Daniel “Peter” Matthews was barreling down highway 41 just before dawn trying to keep up with the ambulance carrying his former girlfriend who was in active labor when he lost sight of the red flashing lights. He sped up, rounded a corner and then saw the ambulance parked on the side of the road just before the North Fork turn off.
“I jumped out and yelled ‘What’s wrong?!’ I figured there’s either something wrong or the baby’s coming,” he described. “Thankfully it was the latter. The EMT Erin (Lehr) opened the door and said ‘Congratulations! It’s a girl.’”
Lillianna Temperance Grace Matthews made her entrance into the world at 5:28 a.m. on July 14, about 2 ½ hours after her mom, Courtney Johnson, recognized she was in labor.
Lillianna is Johnson’s fourth child and she came much easier and much faster than her siblings. “I had epidurals with all the others, but I really didn’t feel much pain with this one and it was pretty easy,” Johnson said from her hospital bed at Community Regional Medical Center. “Maybe because she’s the smallest,” she added about Lilliana who weighed 7 lbs., 6 oz. at birth.
Johnson and Lillianna were in good health but held overnight for observation since she was born outside the hospital. Ambulance drivers generally take high-risk deliveries to Community Regional which is the high risk pregnancy and birthing center for a five county area and has an 84-bed Level 3 neonatal intensive care unit for babies who need a higher level of care.

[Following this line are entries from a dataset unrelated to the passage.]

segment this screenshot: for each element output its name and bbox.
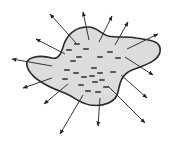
field-arrow-icon: [36, 39, 65, 54]
field-arrow-icon: [60, 95, 83, 134]
field-arrow-icon: [121, 75, 147, 98]
field-arrow-icon: [50, 14, 76, 43]
charged-conductor-diagram: [0, 0, 175, 142]
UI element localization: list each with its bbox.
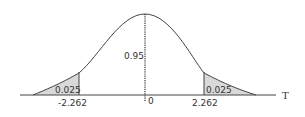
right-critical-label: 2.262 — [192, 98, 218, 108]
center-area-label: 0.95 — [124, 51, 144, 61]
left-tail-label: 0.025 — [55, 85, 81, 95]
right-tail-label: 0.025 — [206, 85, 232, 95]
t-distribution-chart: 0.95 0.025 0.025 -2.262 2.262 0 T — [0, 0, 305, 117]
left-critical-label: -2.262 — [58, 98, 87, 108]
x-axis-label: T — [282, 90, 289, 101]
center-tick-label: 0 — [148, 96, 154, 106]
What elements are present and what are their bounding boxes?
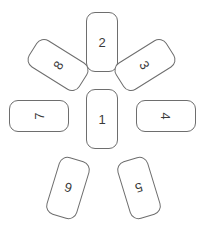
card-5[interactable]: 5	[115, 155, 163, 222]
card-label: 5	[134, 181, 145, 196]
card-1[interactable]: 1	[86, 89, 118, 149]
card-label: 6	[63, 181, 74, 196]
radial-card-diagram: 12345678	[0, 0, 207, 239]
card-label: 2	[98, 36, 105, 49]
card-label: 4	[160, 112, 173, 119]
card-label: 1	[98, 113, 105, 126]
card-4[interactable]: 4	[136, 100, 196, 132]
card-6[interactable]: 6	[44, 155, 92, 222]
card-7[interactable]: 7	[9, 100, 69, 132]
card-label: 3	[138, 58, 153, 71]
card-label: 7	[33, 112, 46, 119]
card-label: 8	[51, 58, 66, 71]
card-8[interactable]: 8	[24, 36, 92, 95]
card-2[interactable]: 2	[86, 12, 118, 72]
card-3[interactable]: 3	[111, 36, 179, 95]
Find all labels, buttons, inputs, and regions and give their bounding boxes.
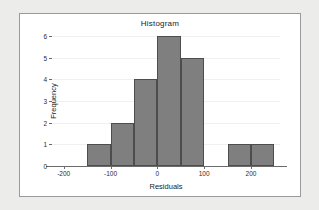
histogram-bar (157, 36, 180, 166)
chart-title: Histogram (20, 19, 300, 28)
x-axis-tick-label: 0 (156, 170, 160, 177)
histogram-bar (87, 144, 110, 166)
x-axis-tick (64, 166, 65, 169)
x-axis-tick (111, 166, 112, 169)
plot-area: Frequency 0123456-200-1000100200 (52, 36, 280, 166)
x-axis-tick (251, 166, 252, 169)
x-axis-tick-label: -100 (104, 170, 117, 177)
x-axis-tick (204, 166, 205, 169)
y-axis-tick (49, 166, 52, 167)
histogram-bars (52, 36, 280, 166)
y-axis-tick-label: 4 (43, 76, 47, 83)
y-axis-tick (49, 123, 52, 124)
y-axis-tick (49, 144, 52, 145)
chart-figure: Histogram Frequency 0123456-200-10001002… (19, 13, 301, 197)
y-axis-tick-label: 0 (43, 163, 47, 170)
histogram-bar (181, 58, 204, 166)
y-axis-tick-label: 5 (43, 54, 47, 61)
x-axis-tick-label: -200 (57, 170, 70, 177)
histogram-bar (111, 123, 134, 166)
y-axis-tick (49, 101, 52, 102)
y-axis-tick-label: 6 (43, 33, 47, 40)
x-axis-tick-label: 200 (246, 170, 257, 177)
y-axis-tick (49, 58, 52, 59)
x-axis-tick (157, 166, 158, 169)
y-axis-tick (49, 36, 52, 37)
y-axis-tick-label: 2 (43, 119, 47, 126)
x-axis-tick-label: 100 (199, 170, 210, 177)
x-axis-title: Residuals (52, 182, 280, 191)
histogram-bar (251, 144, 274, 166)
y-axis-tick-label: 3 (43, 98, 47, 105)
y-axis-tick-label: 1 (43, 141, 47, 148)
histogram-bar (134, 79, 157, 166)
y-axis-tick (49, 79, 52, 80)
histogram-bar (228, 144, 251, 166)
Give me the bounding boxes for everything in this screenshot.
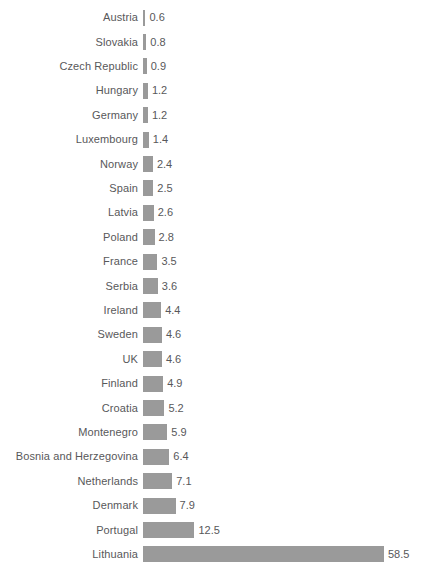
bar-row: Ireland4.4 (0, 298, 424, 322)
category-label: Latvia (0, 206, 138, 219)
category-label: Serbia (0, 280, 138, 293)
value-label: 4.9 (167, 377, 182, 390)
bar-row: Latvia2.6 (0, 201, 424, 225)
category-label: Austria (0, 11, 138, 24)
bar-row: Croatia5.2 (0, 396, 424, 420)
bar (143, 132, 149, 148)
bar (143, 254, 157, 270)
bar-track: 1.4 (143, 128, 168, 152)
bar (143, 351, 162, 367)
value-label: 0.9 (151, 60, 166, 73)
bar-row: Lithuania58.5 (0, 542, 424, 566)
bar (143, 546, 384, 562)
bar-row: Hungary1.2 (0, 79, 424, 103)
bar (143, 229, 155, 245)
value-label: 58.5 (388, 548, 409, 561)
category-label: Spain (0, 182, 138, 195)
value-label: 2.8 (159, 231, 174, 244)
category-label: UK (0, 353, 138, 366)
bar-row: France3.5 (0, 250, 424, 274)
bar-row: Luxembourg1.4 (0, 128, 424, 152)
bar-track: 0.8 (143, 30, 166, 54)
category-label: Sweden (0, 328, 138, 341)
value-label: 7.1 (176, 475, 191, 488)
bar (143, 327, 162, 343)
bar-row: Denmark7.9 (0, 494, 424, 518)
bar (143, 156, 153, 172)
bar-row: Czech Republic0.9 (0, 54, 424, 78)
bar (143, 302, 161, 318)
bar (143, 376, 163, 392)
bar-row: Bosnia and Herzegovina6.4 (0, 445, 424, 469)
bar-track: 58.5 (143, 542, 409, 566)
value-label: 2.5 (157, 182, 172, 195)
bar-track: 7.9 (143, 494, 195, 518)
bar-row: Montenegro5.9 (0, 420, 424, 444)
bar (143, 278, 158, 294)
bar-row: Spain2.5 (0, 176, 424, 200)
category-label: Portugal (0, 524, 138, 537)
value-label: 1.4 (153, 133, 168, 146)
bar-row: Finland4.9 (0, 372, 424, 396)
bar-track: 4.6 (143, 323, 181, 347)
bar-track: 5.9 (143, 420, 187, 444)
category-label: Croatia (0, 402, 138, 415)
value-label: 3.6 (162, 280, 177, 293)
bar-track: 3.6 (143, 274, 177, 298)
bar-row: Austria0.6 (0, 6, 424, 30)
bar-track: 4.4 (143, 298, 180, 322)
category-label: Czech Republic (0, 60, 138, 73)
value-label: 1.2 (152, 84, 167, 97)
bar-track: 2.4 (143, 152, 172, 176)
value-label: 12.5 (198, 524, 219, 537)
value-label: 0.6 (149, 11, 164, 24)
bar-track: 4.6 (143, 347, 181, 371)
bar-row: Portugal12.5 (0, 518, 424, 542)
bar-row: Norway2.4 (0, 152, 424, 176)
bar (143, 83, 148, 99)
value-label: 2.4 (157, 158, 172, 171)
value-label: 4.6 (166, 328, 181, 341)
value-label: 7.9 (180, 499, 195, 512)
bar (143, 205, 154, 221)
bar-row: Netherlands7.1 (0, 469, 424, 493)
bar-track: 4.9 (143, 372, 182, 396)
category-label: Poland (0, 231, 138, 244)
value-label: 2.6 (158, 206, 173, 219)
bar (143, 424, 167, 440)
category-label: Luxembourg (0, 133, 138, 146)
bar-track: 1.2 (143, 79, 167, 103)
bar-row: Sweden4.6 (0, 323, 424, 347)
category-label: Lithuania (0, 548, 138, 561)
bar (143, 34, 146, 50)
category-label: Slovakia (0, 36, 138, 49)
bar-track: 7.1 (143, 469, 192, 493)
bar-track: 5.2 (143, 396, 184, 420)
bar-track: 12.5 (143, 518, 220, 542)
bar (143, 400, 164, 416)
bar-row: Slovakia0.8 (0, 30, 424, 54)
category-label: Norway (0, 158, 138, 171)
bar (143, 522, 194, 538)
bar-row: Poland2.8 (0, 225, 424, 249)
value-label: 3.5 (161, 255, 176, 268)
category-label: Finland (0, 377, 138, 390)
bar-track: 0.6 (143, 6, 165, 30)
bar-row: Germany1.2 (0, 103, 424, 127)
bar-track: 3.5 (143, 250, 177, 274)
category-label: Denmark (0, 499, 138, 512)
bar (143, 498, 176, 514)
bar-track: 2.8 (143, 225, 174, 249)
category-label: Netherlands (0, 475, 138, 488)
category-label: France (0, 255, 138, 268)
bar-row: UK4.6 (0, 347, 424, 371)
value-label: 4.6 (166, 353, 181, 366)
bar (143, 180, 153, 196)
bar (143, 449, 169, 465)
bar-track: 2.6 (143, 201, 173, 225)
bar (143, 107, 148, 123)
bar (143, 10, 145, 26)
bar-track: 1.2 (143, 103, 167, 127)
bar-row: Serbia3.6 (0, 274, 424, 298)
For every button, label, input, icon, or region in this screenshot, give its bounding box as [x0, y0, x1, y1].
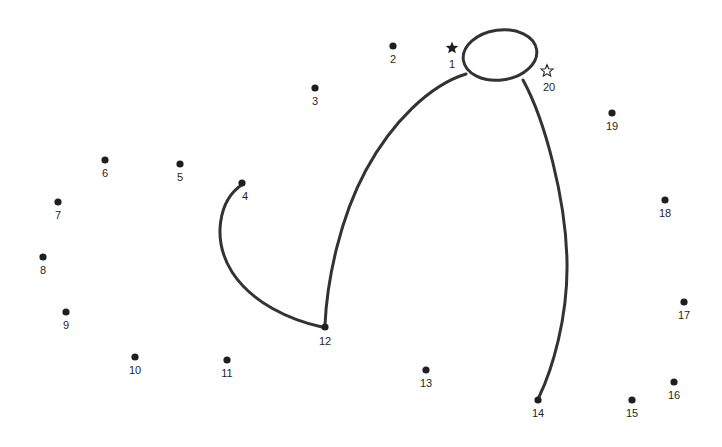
dot-to-dot-canvas: 1234567891011121314151617181920 — [0, 0, 722, 447]
dot-marker-4[interactable] — [238, 179, 245, 186]
dot-point-5[interactable]: 5 — [176, 160, 183, 183]
dot-marker-11[interactable] — [223, 356, 230, 363]
dot-point-7[interactable]: 7 — [54, 198, 61, 221]
dot-marker-14[interactable] — [534, 396, 541, 403]
dot-label-3: 3 — [312, 95, 318, 107]
dot-marker-3[interactable] — [311, 84, 318, 91]
dot-marker-17[interactable] — [680, 298, 687, 305]
dot-marker-7[interactable] — [54, 198, 61, 205]
dot-label-14: 14 — [532, 407, 544, 419]
dot-label-6: 6 — [102, 167, 108, 179]
dot-label-13: 13 — [420, 377, 432, 389]
dot-label-4: 4 — [242, 190, 248, 202]
dot-marker-10[interactable] — [131, 353, 138, 360]
dot-label-16: 16 — [668, 389, 680, 401]
dot-label-8: 8 — [40, 264, 46, 276]
dot-marker-16[interactable] — [670, 378, 677, 385]
dot-label-17: 17 — [678, 309, 690, 321]
dot-label-18: 18 — [659, 207, 671, 219]
dot-marker-8[interactable] — [39, 253, 46, 260]
dot-label-9: 9 — [63, 319, 69, 331]
dot-marker-9[interactable] — [62, 308, 69, 315]
dot-marker-18[interactable] — [661, 196, 668, 203]
dot-point-6[interactable]: 6 — [101, 156, 108, 179]
dot-label-12: 12 — [319, 335, 331, 347]
dot-point-9[interactable]: 9 — [62, 308, 69, 331]
dot-point-8[interactable]: 8 — [39, 253, 46, 276]
dot-label-1: 1 — [449, 58, 455, 70]
dot-point-3[interactable]: 3 — [311, 84, 318, 107]
dot-label-7: 7 — [55, 209, 61, 221]
dot-marker-5[interactable] — [176, 160, 183, 167]
dot-label-11: 11 — [221, 367, 232, 379]
dot-marker-13[interactable] — [422, 366, 429, 373]
canvas-background — [0, 0, 722, 447]
dot-label-15: 15 — [626, 407, 638, 419]
dot-marker-15[interactable] — [628, 396, 635, 403]
dot-marker-2[interactable] — [389, 42, 396, 49]
dot-marker-6[interactable] — [101, 156, 108, 163]
dot-marker-19[interactable] — [608, 109, 615, 116]
dot-label-20: 20 — [543, 81, 555, 93]
dot-label-2: 2 — [390, 53, 396, 65]
dot-label-10: 10 — [129, 364, 141, 376]
dot-label-5: 5 — [177, 171, 183, 183]
dot-marker-12[interactable] — [321, 323, 328, 330]
dot-point-2[interactable]: 2 — [389, 42, 396, 65]
dot-label-19: 19 — [606, 120, 618, 132]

Johnson said she was counting on Matthews to take her to the hospital when it was time and they had even arranged a special code text – “Thundercats are go!” – to signal it was time. But Matthews said he was sound asleep when the first text came across asking him to get ready and snoring when the second text came, a meme of the Batman bat signal in the sky and the urgent plea: “Yo Batman, wake up!” He finally heard the beeps and saw the third text: “Thundercats are go!”
When Matthews didn’t respond immediately, Johnson decided she might have to take an ambulance to the hospital. The call to Johnson’s Oakhurst home was the last call of their shift for Sierra Ambulance Services’ paramedic Aaron McGruer and EMT Erin Lehr. And it was a first delivery for Lehr.
“Normally when we get these emergency calls and deliveries it’s scary because it’s a woman who hasn’t had prenatal care. But this was a couple who planned and had medical care but it just came a bit faster than they thought,” said Ed Guzman, general manager of Sierra Ambulance Service.